Lots for sale in a subdivision south of Crown Point and completed homes and foundations in a subdivision south of St. John. Staff photo by Bill Dolan
Lots for sale in a subdivision south of Crown Point and completed homes and foundations in a subdivision south of St. John. Staff photo by Bill Dolan
CROWN POINT — County planners want to know what may grow in the 230 square miles of Lake County's greenfields.

They are the farmlands outside the limits of the county's 19 cities and towns under the jurisdiction of the Lake County Planning Commission, which is preparing a new comprehensive plan to guide future development.

Ned Kovachevich, the county's executive planning director, said that sets the foundation for an updated zoning map to ensure future development will harmonize with the agricultural nature of the southern portion of the county.

The Arsh Group of Merrillville, HWC Group and Structurepoint, of Indianapolis, and Teska Associates, of Chicago, are bidding on the project.

Although Kovachevich said his staff of nine full-time and five part-time employees are in the field daily enforcing the county's zoning and building ordinances, he said they don't have the environmental or transportation expertise to draw up their own plan.

"Its easy to identify the potential of U.S. 41 and Ind. 2, but we are asking them to figure out where else the new growth will be," he said.

Lake County is best known for its industrial might, but south of the smokestacks and suburbs are the wide open fields that attract developers.

Kovachevich said work began this year at the request of newly-elected Commissioner Jerry Tippy, R-Schererville, who said he reviewed the current county zoning ordinance when he learned he would be serving on the Plan Commission.

He said he noticed it is 21 years old. "We definitely need to upgrade the zoning ordinance, and it just made sense to start with the comprehensive plan and do the zoning ordinance afterwards," Tippy said.

Tippy said he, Kovachevich and others are preparing to recommend a consultant to the Board of Commissioners as early as next month.

"Unincorporated Lake County is primarily rural, and some of the consultants were coming in with a lot of overkill in terms of economic development," Tippy said. "We've narrowed it down to two."

State law mandates a comprehensive plan be a road map for future highways, protecting wetlands and providing adequate public utilities, health, educational and recreational facilities and healthful residential areas as well as balancing the needs of agriculture, industry and business.

Kovachevich said one thing that won't change with a new plan is the goal to preserve farmland from suburban encroachment by guiding new business and residential development to locate on the outskirts of existing communities.

"The bulk of our zoning will remain agricultural even with the new plan. That is what we are," he said.

Planning now focused on cohesion, similarities

Nevertheless, that goal was under severe pressure a decade ago when "developers were buying property everywhere they could to build subdivisions, in a lot of places that we weren't in favor of."

The executive planning director said the downturn in the economy in recent years has tamped down the demand for sprawl for now, and developers have opted for subdivisions close to existing municipal utilities.

Kovachevich said the county now needs a plan that will work with the comprehensive plans of Crown Point, Lowell and other communities that border the county's unincorporated areas.

"Because we are broken up into so many government units, there is no cohesion. We think it would be beneficial to have a plan built around similarities," Kovachevich said. 

When looking into the distant future, the planning department, the nine-member Plan Commission and the County Council review plans as minor as replacing a church's sign to as controversial as the Singleton Quarry, which was approved despite ferocious opposition by local farmers.

Kovachevich said "people come into our office when they want to build. If they don't have proper zoning, we take them before the Plan Commission."

If approved, the office issues a building permit. If someone wants to complain about a building straying from the restrictions on the permit or about a junk car or other unsightly trash, Kovachevich's office gets the call. He said they handle about 1,000 code violations annually.

"We do what we can. Nobody goes to jail for a zoning violation," Kovachevich said.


▶ _What to work on_
Which lines in the records below include the word "fired"? Report each of them in full.

[Dataset content]

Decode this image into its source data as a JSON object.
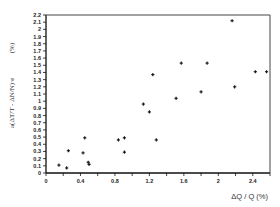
{
  "chart_data": {
    "type": "scatter",
    "title": "",
    "xlabel": "ΔQ / Q (%)",
    "ylabel": "a(ΔT/T - ΔN/N)·e",
    "ylabel_unit": "(%)",
    "xlim": [
      0,
      2.6
    ],
    "ylim": [
      0,
      2.2
    ],
    "x_ticks": [
      0,
      0.4,
      0.8,
      1.2,
      1.6,
      2,
      2.4
    ],
    "x_tick_labels": [
      "0",
      "0.4",
      "0.8",
      "1.2",
      "1.6",
      "2",
      "2.4"
    ],
    "x_minor_step": 0.2,
    "y_ticks": [
      0,
      0.1,
      0.2,
      0.3,
      0.4,
      0.5,
      0.6,
      0.7,
      0.8,
      0.9,
      1,
      1.1,
      1.2,
      1.3,
      1.4,
      1.5,
      1.6,
      1.7,
      1.8,
      1.9,
      2,
      2.1,
      2.2
    ],
    "y_tick_labels": [
      "0",
      "0.1",
      "0.2",
      "0.3",
      "0.4",
      "0.5",
      "0.6",
      "0.7",
      "0.8",
      "0.9",
      "1",
      "1.1",
      "1.2",
      "1.3",
      "1.4",
      "1.5",
      "1.6",
      "1.7",
      "1.8",
      "1.9",
      "2",
      "2.1",
      "2.2"
    ],
    "grid": false,
    "legend": null,
    "marker": "+",
    "series": [
      {
        "name": "data",
        "points": [
          {
            "x": 0.15,
            "y": 0.11
          },
          {
            "x": 0.24,
            "y": 0.07
          },
          {
            "x": 0.26,
            "y": 0.31
          },
          {
            "x": 0.43,
            "y": 0.28
          },
          {
            "x": 0.45,
            "y": 0.49
          },
          {
            "x": 0.49,
            "y": 0.15
          },
          {
            "x": 0.5,
            "y": 0.12
          },
          {
            "x": 0.84,
            "y": 0.46
          },
          {
            "x": 0.91,
            "y": 0.49
          },
          {
            "x": 0.91,
            "y": 0.29
          },
          {
            "x": 1.13,
            "y": 0.96
          },
          {
            "x": 1.2,
            "y": 0.85
          },
          {
            "x": 1.24,
            "y": 1.37
          },
          {
            "x": 1.28,
            "y": 0.46
          },
          {
            "x": 1.51,
            "y": 1.04
          },
          {
            "x": 1.57,
            "y": 1.53
          },
          {
            "x": 1.8,
            "y": 1.13
          },
          {
            "x": 1.87,
            "y": 1.53
          },
          {
            "x": 2.16,
            "y": 2.12
          },
          {
            "x": 2.19,
            "y": 1.2
          },
          {
            "x": 2.43,
            "y": 1.41
          },
          {
            "x": 2.56,
            "y": 1.41
          }
        ]
      }
    ]
  }
}
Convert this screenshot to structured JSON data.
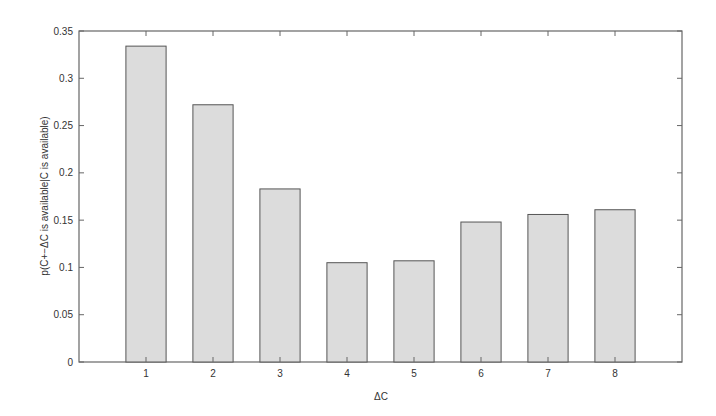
{
  "chart_data": {
    "type": "bar",
    "title": "",
    "xlabel": "ΔC",
    "ylabel": "p(C+−ΔC is available|C is available)",
    "categories": [
      "1",
      "2",
      "3",
      "4",
      "5",
      "6",
      "7",
      "8"
    ],
    "values": [
      0.334,
      0.272,
      0.183,
      0.105,
      0.107,
      0.148,
      0.156,
      0.161
    ],
    "ylim": [
      0,
      0.35
    ],
    "xlim": [
      0,
      9
    ],
    "yticks": [
      "0",
      "0.05",
      "0.1",
      "0.15",
      "0.2",
      "0.25",
      "0.3",
      "0.35"
    ],
    "grid": false,
    "legend": null,
    "colors": {
      "bar_fill": "#dcdcdc",
      "bar_edge": "#555555",
      "axis": "#666666"
    }
  }
}
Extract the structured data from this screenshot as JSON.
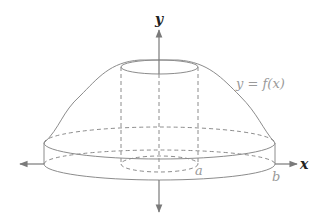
{
  "diagram": {
    "type": "solid-of-revolution",
    "labels": {
      "y_axis": "y",
      "x_axis": "x",
      "curve": "y = f(x)",
      "inner_radius": "a",
      "outer_radius": "b"
    },
    "colors": {
      "stroke": "#8c8c8c",
      "axis": "#7a7a7a",
      "axis_label": "#222222",
      "label": "#9a9a9a",
      "background": "#ffffff"
    }
  }
}
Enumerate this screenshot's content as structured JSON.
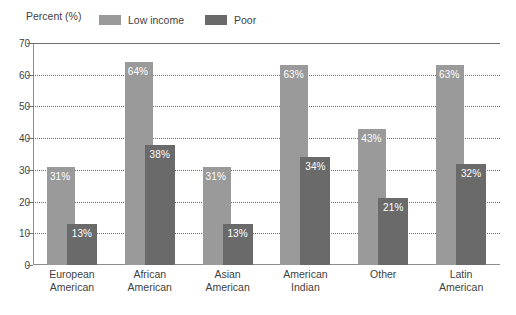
{
  "axis_title": "Percent (%)",
  "legend": [
    {
      "key": "low",
      "label": "Low income",
      "color": "#9a9a9a"
    },
    {
      "key": "poor",
      "label": "Poor",
      "color": "#6a6a6a"
    }
  ],
  "y_ticks": [
    "70",
    "60",
    "50",
    "40",
    "30",
    "20",
    "10",
    "0"
  ],
  "chart_data": {
    "type": "bar",
    "title": "",
    "subtitle": "",
    "xlabel": "",
    "ylabel": "Percent (%)",
    "ylim": [
      0,
      70
    ],
    "ytick_step": 10,
    "grid": true,
    "grid_style": "dotted",
    "legend_position": "top",
    "categories": [
      "European American",
      "African American",
      "Asian American",
      "American Indian",
      "Other",
      "Latin American"
    ],
    "category_lines": [
      [
        "European",
        "American"
      ],
      [
        "African",
        "American"
      ],
      [
        "Asian",
        "American"
      ],
      [
        "American",
        "Indian"
      ],
      [
        "Other",
        ""
      ],
      [
        "Latin",
        "American"
      ]
    ],
    "series": [
      {
        "name": "Low income",
        "color": "#9a9a9a",
        "values": [
          31,
          64,
          31,
          63,
          43,
          63
        ],
        "labels": [
          "31%",
          "64%",
          "31%",
          "63%",
          "43%",
          "63%"
        ]
      },
      {
        "name": "Poor",
        "color": "#6a6a6a",
        "values": [
          13,
          38,
          13,
          34,
          21,
          32
        ],
        "labels": [
          "13%",
          "38%",
          "13%",
          "34%",
          "21%",
          "32%"
        ]
      }
    ]
  }
}
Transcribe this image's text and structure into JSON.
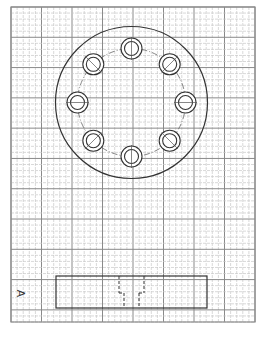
{
  "drawing": {
    "type": "engineering-sketch-on-grid-paper",
    "grid": {
      "x0": 11,
      "y0": 7,
      "x1": 255,
      "y1": 322,
      "minor_spacing": 6.1,
      "major_every": 5,
      "minor_color": "#c8c8c8",
      "major_color": "#8a8a8a",
      "border_color": "#8a8a8a"
    },
    "top_view": {
      "name": "flange-plan-view",
      "center": [
        131.5,
        102.5
      ],
      "outer_radius": 76,
      "bolt_circle_radius": 54,
      "bolt_count": 8,
      "hole_outer_radius": 10.5,
      "hole_inner_radius": 7,
      "line_color": "#333333"
    },
    "section_view": {
      "name": "flange-side-view",
      "rect": {
        "x": 56,
        "y": 276,
        "w": 151,
        "h": 32
      },
      "counterbore": {
        "x1": 119,
        "x2": 144,
        "y_top": 276,
        "y_step": 293
      },
      "hole": {
        "x1": 124,
        "x2": 139,
        "y_step": 293,
        "y_bottom": 308
      },
      "line_color": "#333333"
    },
    "labels": {
      "view_label": "A"
    }
  }
}
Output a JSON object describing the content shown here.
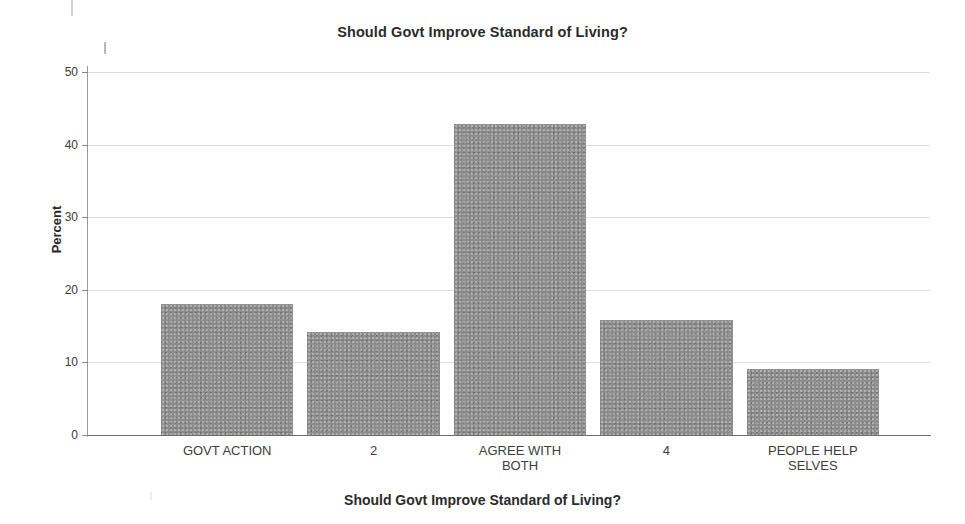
{
  "chart_data": {
    "type": "bar",
    "title": "Should Govt Improve Standard of Living?",
    "xlabel": "Should Govt Improve Standard of Living?",
    "ylabel": "Percent",
    "categories": [
      "GOVT ACTION",
      "2",
      "AGREE WITH\nBOTH",
      "4",
      "PEOPLE HELP\nSELVES"
    ],
    "values": [
      18.0,
      14.2,
      42.8,
      15.8,
      9.1
    ],
    "ylim": [
      0,
      50
    ],
    "yticks": [
      0,
      10,
      20,
      30,
      40,
      50
    ],
    "ytick_labels": [
      "0",
      "10",
      "20",
      "30",
      "40",
      "50"
    ],
    "grid": true,
    "legend": false,
    "bar_color": "#8b8b8b",
    "gridline_color": "#dcdcdc",
    "axis_color": "#6e6e6e"
  }
}
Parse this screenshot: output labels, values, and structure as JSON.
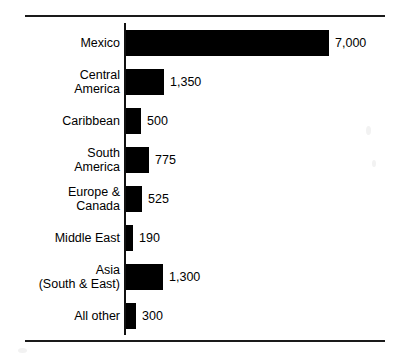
{
  "chart_data": {
    "type": "bar",
    "orientation": "horizontal",
    "title": "",
    "subtitle": "",
    "xlabel": "",
    "ylabel": "",
    "grid": false,
    "legend": null,
    "xlim": [
      0,
      7000
    ],
    "axis_origin": 0,
    "categories": [
      "Mexico",
      "Central\nAmerica",
      "Caribbean",
      "South\nAmerica",
      "Europe &\nCanada",
      "Middle East",
      "Asia\n(South & East)",
      "All other"
    ],
    "values": [
      7000,
      1350,
      500,
      775,
      525,
      190,
      1300,
      300
    ],
    "value_labels": [
      "7,000",
      "1,350",
      "500",
      "775",
      "525",
      "190",
      "1,300",
      "300"
    ],
    "bar_color": "#000000",
    "background_color": "#ffffff",
    "axis_color": "#111111",
    "rule_color": "#1a1a1a"
  },
  "rows": [
    {
      "label": "Mexico",
      "value": 7000,
      "value_label": "7,000",
      "bar_px": 203,
      "top_px": 6
    },
    {
      "label": "Central\nAmerica",
      "value": 1350,
      "value_label": "1,350",
      "bar_px": 38,
      "top_px": 45
    },
    {
      "label": "Caribbean",
      "value": 500,
      "value_label": "500",
      "bar_px": 15,
      "top_px": 84
    },
    {
      "label": "South\nAmerica",
      "value": 775,
      "value_label": "775",
      "bar_px": 23,
      "top_px": 123
    },
    {
      "label": "Europe &\nCanada",
      "value": 525,
      "value_label": "525",
      "bar_px": 16,
      "top_px": 162
    },
    {
      "label": "Middle East",
      "value": 190,
      "value_label": "190",
      "bar_px": 7,
      "top_px": 201
    },
    {
      "label": "Asia\n(South & East)",
      "value": 1300,
      "value_label": "1,300",
      "bar_px": 37,
      "top_px": 240
    },
    {
      "label": "All other",
      "value": 300,
      "value_label": "300",
      "bar_px": 10,
      "top_px": 279
    }
  ]
}
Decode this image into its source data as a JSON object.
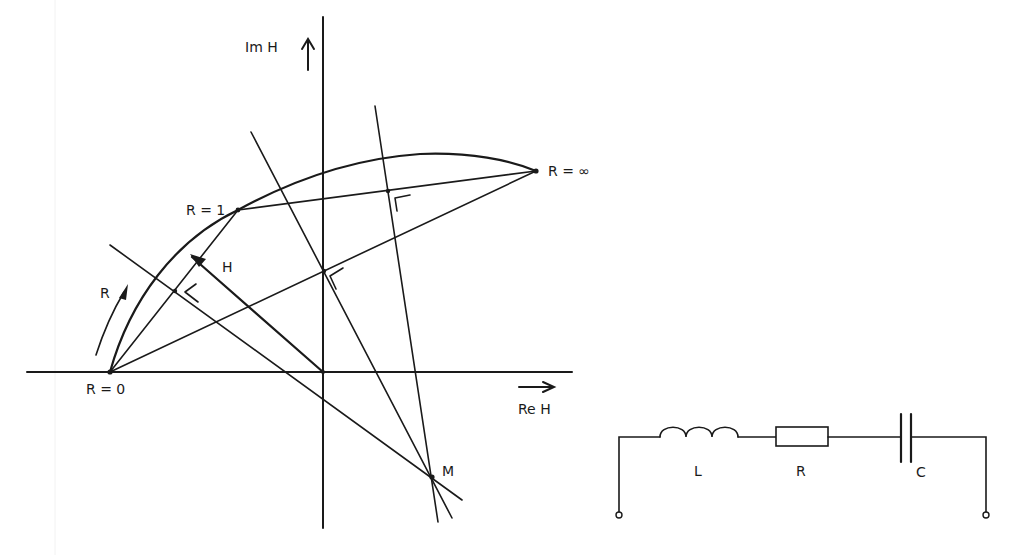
{
  "diagram": {
    "type": "locus-diagram",
    "colors": {
      "ink": "#1a1a1a",
      "background": "#ffffff"
    }
  },
  "axes": {
    "imaginary_label": "Im H",
    "real_label": "Re H",
    "imaginary_arrow_icon": "arrow-up",
    "real_arrow_icon": "arrow-right"
  },
  "points": {
    "r_zero": "R = 0",
    "r_one": "R = 1",
    "r_infinity": "R = ∞",
    "center": "M"
  },
  "vector": {
    "label": "H"
  },
  "direction": {
    "label": "R",
    "meaning": "direction of increasing R along the locus"
  },
  "circuit": {
    "components": [
      {
        "symbol": "inductor",
        "label": "L"
      },
      {
        "symbol": "resistor",
        "label": "R"
      },
      {
        "symbol": "capacitor",
        "label": "C"
      }
    ],
    "terminals": 2
  },
  "geometry": {
    "origin": [
      323,
      372
    ],
    "r0": [
      110,
      372
    ],
    "r1": [
      238,
      210
    ],
    "rinf": [
      536,
      171
    ],
    "m": [
      432,
      477
    ]
  }
}
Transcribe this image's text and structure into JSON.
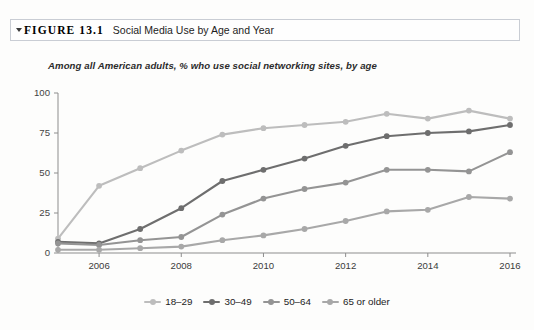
{
  "figure": {
    "marker_icon": "triangle-right-icon",
    "label": "FIGURE 13.1",
    "title": "Social Media Use by Age and Year"
  },
  "chart_data": {
    "type": "line",
    "title": "Social Media Use by Age and Year",
    "subtitle": "Among all American adults, % who use social networking sites, by age",
    "xlabel": "",
    "ylabel": "",
    "x": [
      2005,
      2006,
      2007,
      2008,
      2009,
      2010,
      2011,
      2012,
      2013,
      2014,
      2015,
      2016
    ],
    "xtick_labels": [
      "2006",
      "2008",
      "2010",
      "2012",
      "2014",
      "2016"
    ],
    "xticks": [
      2006,
      2008,
      2010,
      2012,
      2014,
      2016
    ],
    "xlim": [
      2005,
      2016
    ],
    "ytick_labels": [
      "0",
      "25",
      "50",
      "75",
      "100"
    ],
    "yticks": [
      0,
      25,
      50,
      75,
      100
    ],
    "ylim": [
      0,
      100
    ],
    "grid": false,
    "legend_position": "bottom",
    "series": [
      {
        "name": "18–29",
        "color": "#bdbdbd",
        "values": [
          9,
          42,
          53,
          64,
          74,
          78,
          80,
          82,
          87,
          84,
          89,
          84
        ]
      },
      {
        "name": "30–49",
        "color": "#6e6e6e",
        "values": [
          7,
          6,
          15,
          28,
          45,
          52,
          59,
          67,
          73,
          75,
          76,
          80
        ]
      },
      {
        "name": "50–64",
        "color": "#949494",
        "values": [
          6,
          5,
          8,
          10,
          24,
          34,
          40,
          44,
          52,
          52,
          51,
          63
        ]
      },
      {
        "name": "65 or older",
        "color": "#a8a8a8",
        "values": [
          2,
          2,
          3,
          4,
          8,
          11,
          15,
          20,
          26,
          27,
          35,
          34
        ]
      }
    ]
  },
  "legend": {
    "items": [
      {
        "label": "18–29",
        "color": "#bdbdbd"
      },
      {
        "label": "30–49",
        "color": "#6e6e6e"
      },
      {
        "label": "50–64",
        "color": "#949494"
      },
      {
        "label": "65 or older",
        "color": "#a8a8a8"
      }
    ]
  }
}
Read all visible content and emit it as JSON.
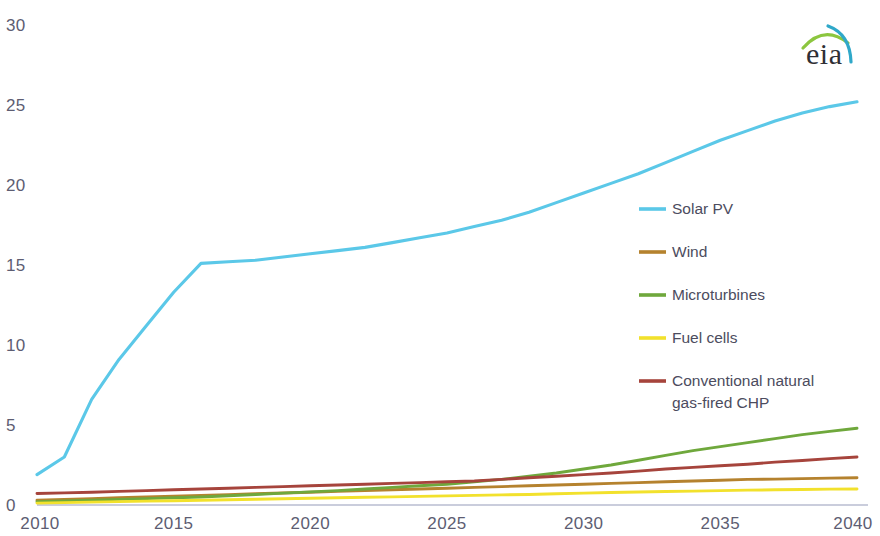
{
  "logo": {
    "text": "eia",
    "arc_colors": [
      "#8cc63f",
      "#2fa8c9"
    ],
    "name": "eia-logo"
  },
  "chart_data": {
    "type": "line",
    "title": "",
    "subtitle": "",
    "xlabel": "",
    "ylabel": "",
    "xlim": [
      2010,
      2040
    ],
    "ylim": [
      0,
      30
    ],
    "xticks": [
      2010,
      2015,
      2020,
      2025,
      2030,
      2035,
      2040
    ],
    "yticks": [
      0,
      5,
      10,
      15,
      20,
      25,
      30
    ],
    "grid": false,
    "legend_position": "center-right",
    "x": [
      2010,
      2011,
      2012,
      2013,
      2014,
      2015,
      2016,
      2017,
      2018,
      2019,
      2020,
      2021,
      2022,
      2023,
      2024,
      2025,
      2026,
      2027,
      2028,
      2029,
      2030,
      2031,
      2032,
      2033,
      2034,
      2035,
      2036,
      2037,
      2038,
      2039,
      2040
    ],
    "series": [
      {
        "name": "Solar PV",
        "color": "#5bc8e8",
        "values": [
          1.9,
          3.0,
          6.6,
          9.1,
          11.2,
          13.3,
          15.1,
          15.2,
          15.3,
          15.5,
          15.7,
          15.9,
          16.1,
          16.4,
          16.7,
          17.0,
          17.4,
          17.8,
          18.3,
          18.9,
          19.5,
          20.1,
          20.7,
          21.4,
          22.1,
          22.8,
          23.4,
          24.0,
          24.5,
          24.9,
          25.2
        ]
      },
      {
        "name": "Wind",
        "color": "#b5822e",
        "values": [
          0.3,
          0.35,
          0.4,
          0.45,
          0.5,
          0.55,
          0.6,
          0.65,
          0.7,
          0.75,
          0.8,
          0.85,
          0.9,
          0.95,
          1.0,
          1.05,
          1.1,
          1.15,
          1.2,
          1.25,
          1.3,
          1.35,
          1.4,
          1.45,
          1.5,
          1.55,
          1.6,
          1.62,
          1.65,
          1.68,
          1.7
        ]
      },
      {
        "name": "Microturbines",
        "color": "#6fa83c",
        "values": [
          0.2,
          0.25,
          0.3,
          0.35,
          0.4,
          0.45,
          0.5,
          0.58,
          0.66,
          0.74,
          0.82,
          0.9,
          1.0,
          1.1,
          1.2,
          1.3,
          1.45,
          1.6,
          1.8,
          2.0,
          2.25,
          2.5,
          2.8,
          3.1,
          3.4,
          3.65,
          3.9,
          4.15,
          4.4,
          4.6,
          4.8
        ]
      },
      {
        "name": "Fuel cells",
        "color": "#f2e12c",
        "values": [
          0.12,
          0.15,
          0.18,
          0.21,
          0.24,
          0.27,
          0.3,
          0.33,
          0.36,
          0.39,
          0.42,
          0.45,
          0.48,
          0.51,
          0.54,
          0.57,
          0.6,
          0.63,
          0.66,
          0.7,
          0.74,
          0.78,
          0.81,
          0.84,
          0.87,
          0.9,
          0.93,
          0.95,
          0.97,
          0.99,
          1.0
        ]
      },
      {
        "name": "Conventional natural gas-fired CHP",
        "color": "#a6443c",
        "values": [
          0.72,
          0.76,
          0.8,
          0.85,
          0.9,
          0.95,
          1.0,
          1.05,
          1.1,
          1.15,
          1.2,
          1.25,
          1.3,
          1.35,
          1.4,
          1.45,
          1.5,
          1.6,
          1.7,
          1.8,
          1.9,
          2.0,
          2.12,
          2.25,
          2.35,
          2.45,
          2.55,
          2.68,
          2.78,
          2.9,
          3.0
        ]
      }
    ],
    "legend": [
      {
        "label": "Solar PV",
        "color": "#5bc8e8"
      },
      {
        "label": "Wind",
        "color": "#b5822e"
      },
      {
        "label": "Microturbines",
        "color": "#6fa83c"
      },
      {
        "label": "Fuel cells",
        "color": "#f2e12c"
      },
      {
        "label": "Conventional natural",
        "color": "#a6443c"
      },
      {
        "label": "gas-fired CHP",
        "color": ""
      }
    ]
  }
}
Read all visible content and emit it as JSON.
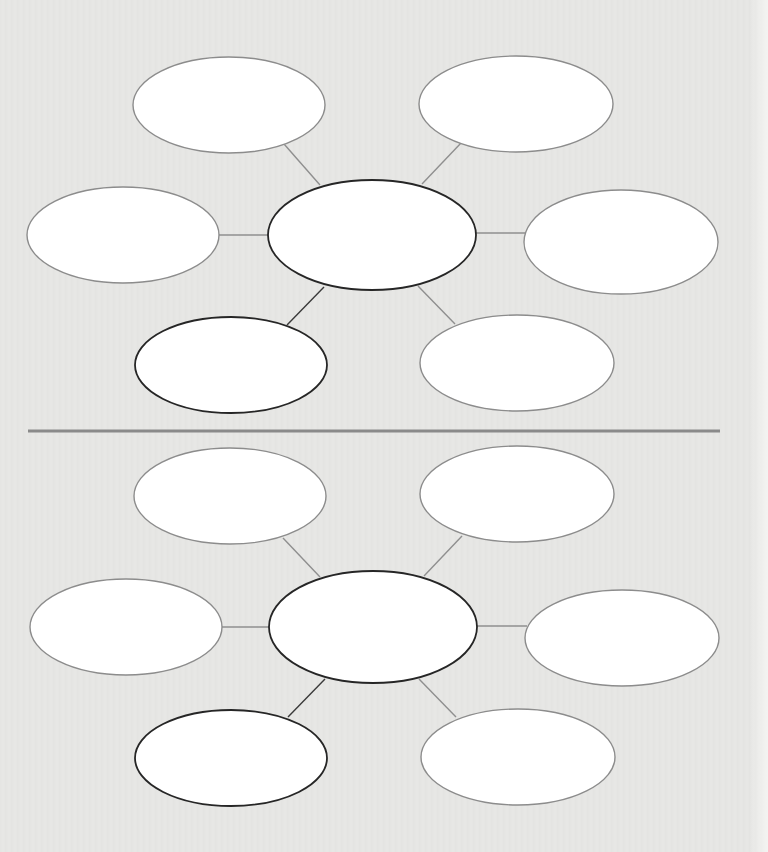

[/Dataset content]

▶ _Response to the exercise_
        "name": "Conventional natural gas-fired CHP",
        "label": "gas-fired CHP",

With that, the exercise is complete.